Maybe a year from now, I will start shooting, but right now the idea of how
we’ll translate into many languages is developing. GIOSEFFI: But, I don’t understand why the
NEA is going to give money to foreign language poetry rather than US. HOLMAN: Because the project will be based
here and our American production company has proven itself to be a leader in
this new poetry. . . . GIOSEFFI: So, the idea is that you have
the proven track record in presenting poetry in varied oral media and visual
ways and that the project would be a diplomatic outreach, perhaps toward an
internationalizing culture of the World Wide Web? HOLMAN: Yes, cultural outreach,
absolutely. The production will be centered here in the USA with US film
makers creating it. We’ll be taking some production tours around with US film
makers, so that it crosses over into sociological realms and other artistic
principals. GIOSEFFI: Okay, but this is not a part of
Mouth Almighty, or is it? HOLMAN: No, but it will be nice for Mouth
Almighty to do the sound track. We did the soundtrack for the United States
of Poetry and you know, it’s a wild little trout line that gets spun out when
you make a film or TV series of poetry—and then the next job you find
yourself in spin offs of that project from the sound track. And the reason is
the music and CD’s of this company are a place where art and commerce have a
real tight relationship, so that a record label like Mercury can afford to
take a chance on the economics of bringing poetry to a larger audience. It
can also have a little reflection back on itself, as doing a good thing—which
is helping poetry to survive in an anti-poetic age—there’s that dynamic to
the whole thing. GIOSEFFI. Capisco! Sì, sì, signore! As the big publishing companies used to
dabble in poetry and some still do for that important reflection—helping
“literary culture” or poetry—its most avant garde element, lyric soul-to-soul
communication—to survey. But, it’s the age of huge multinational
conglomerates so that a company like Bertelsmann based in Germany owns not
only Bantam, Doubleday, and Dell but all the repro-rights to Elvis Presley
and all the huge conglomerate of Barnes & Noble Book Stores, too, and on
and on. HOLMAN: Exactly. Who would have thought
that we’d know these corporate genealogies, us poets? Not me, but it’s a
horrendous age of the triumph of capitalism. Everyone ends up working for
some kind of corporation. And when you watch the big face-offs, it’s between
Disney and China as to whether the film about the Tibetan Dali Lama can be
made. It’s a crazy world and it’s hard to keep your footing as a poet—without
having to run the rapids; and how do you keep your life and your art walking
hand-in-hand? I find myself working for a corporation—which draws a lot of
criticism, as opposed to say working for a university which seems to be a
safe heaven for poets—but which causes poetry to become walled off from the
lives of most people. I’m working in oral poetry for a major record label. Is
there a purpose in getting these CDs to a Walmart or a K-mart so that a kid
can find poems in the same format as rock & roll or rap? I don’t know for
sure. We’re two years into the operations of Mouth Almighty. But, what I do
know is that the fourteen records we’ve released are as carefully honed and
as full of good poetry as the best poetry books that are coming out right now
and that I’m very proud of. . . . It’s a scary and a risky
place to be, but that’s how I live my life. I think of it often as the
MTV-ization of poetry, but you can as well call it the poetization of MTV! The
point is to get the poem on television in a form that will make the poet
proud of it, that won’t embarrass the poet, so that the poet still feels in
possession of the poem—the maker of the poem. The collaboration between the
director and the poet was my job with “The United States of Poetry.” GIOSEFFI: I wanted to ask you, did each
poet presented in the video series chose the way the poem was presented
visually and dramatically, or did you as director chose the costume, the setting?

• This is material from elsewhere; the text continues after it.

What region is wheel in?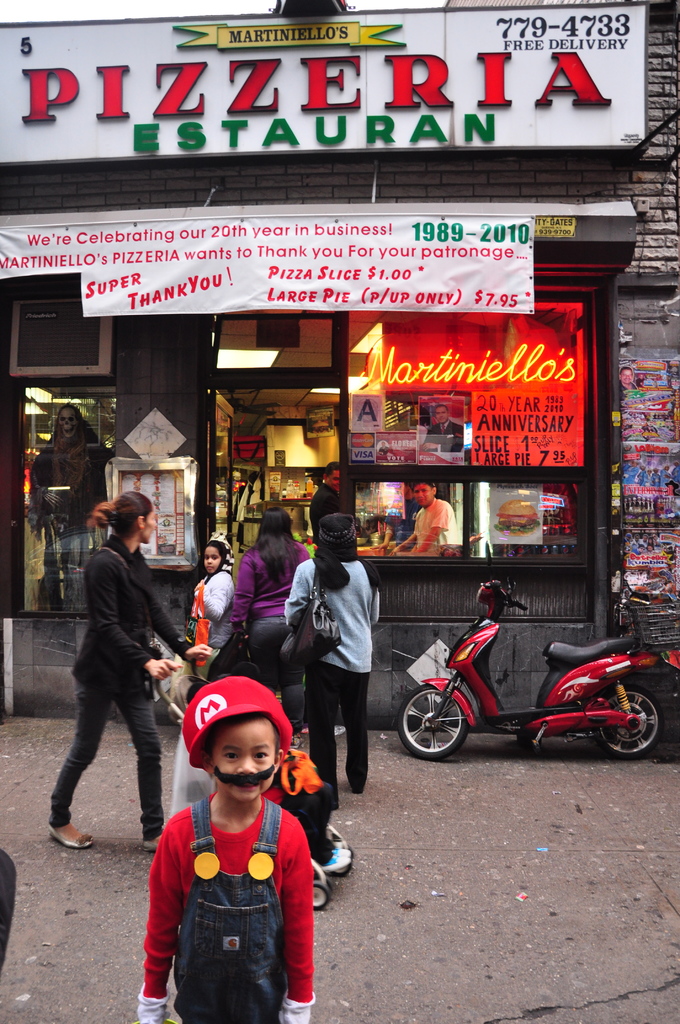
309, 882, 327, 910.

Did Pedro Pietri—who, by the way, has traveled in Italy and been translated
into Italian and published in Milano—did Pedro, for example, decide to be
taped at a phone booth with a dog walking over and around him? HOLMAN: Mark Pellington was the director,
and some of the ideas, like the staging of Pedro Pietri’s poem—one of the
best of the American century—came from Steve Kemill, the art director. GIOSEFFI: In other words you didn’t go to
the poets and say how would you like to present your poem or have it staged
for video? HOLMAN: Oh, yes, we absolutely did. Every
single poem in the series began with a phone call to the poet: “Well, if you
were going to see this on TV, how would you like it presented?” GIOSEFFI: So, Quincy Troupe decided to be
taped sitting in his favorite chair at home with his child and wife on the
couch? HOLMAN: Yes, some of the poets, like
Quincy, for one example, were more involved in the creation of their
video-poem setting than others. . . . We shot Sparrow’s poem
right near the library on Fifth Avenue in the rain with all the umbrellas
around. What happened for most of the poets is that they were quiet when we
asked how they wanted to shoot their piece, but that’s how the collaboration
began. We’d suggest something and the poet would come back with an idea or
they’d say, “You decide, you’re the film makers, but just give me final
approval.” Josh Blum, my co-producer, was the guy who walked into the
Nuyorican Cafe and said this ought to be on television and we’ve been
collaborating together for eight years now. He’s a New York City guy who
understands art and has a great sense of business, too. . . . GIOSEFFI: There was a good deal of play
and parody on the television media, and on the idea of the TV commercial,
too. . . . But, I noticed you don’t mention Bill Moyer’s
“Language of Life” series in your introduction to The United States of Poetry—your book from Harry N. Abrams, Inc.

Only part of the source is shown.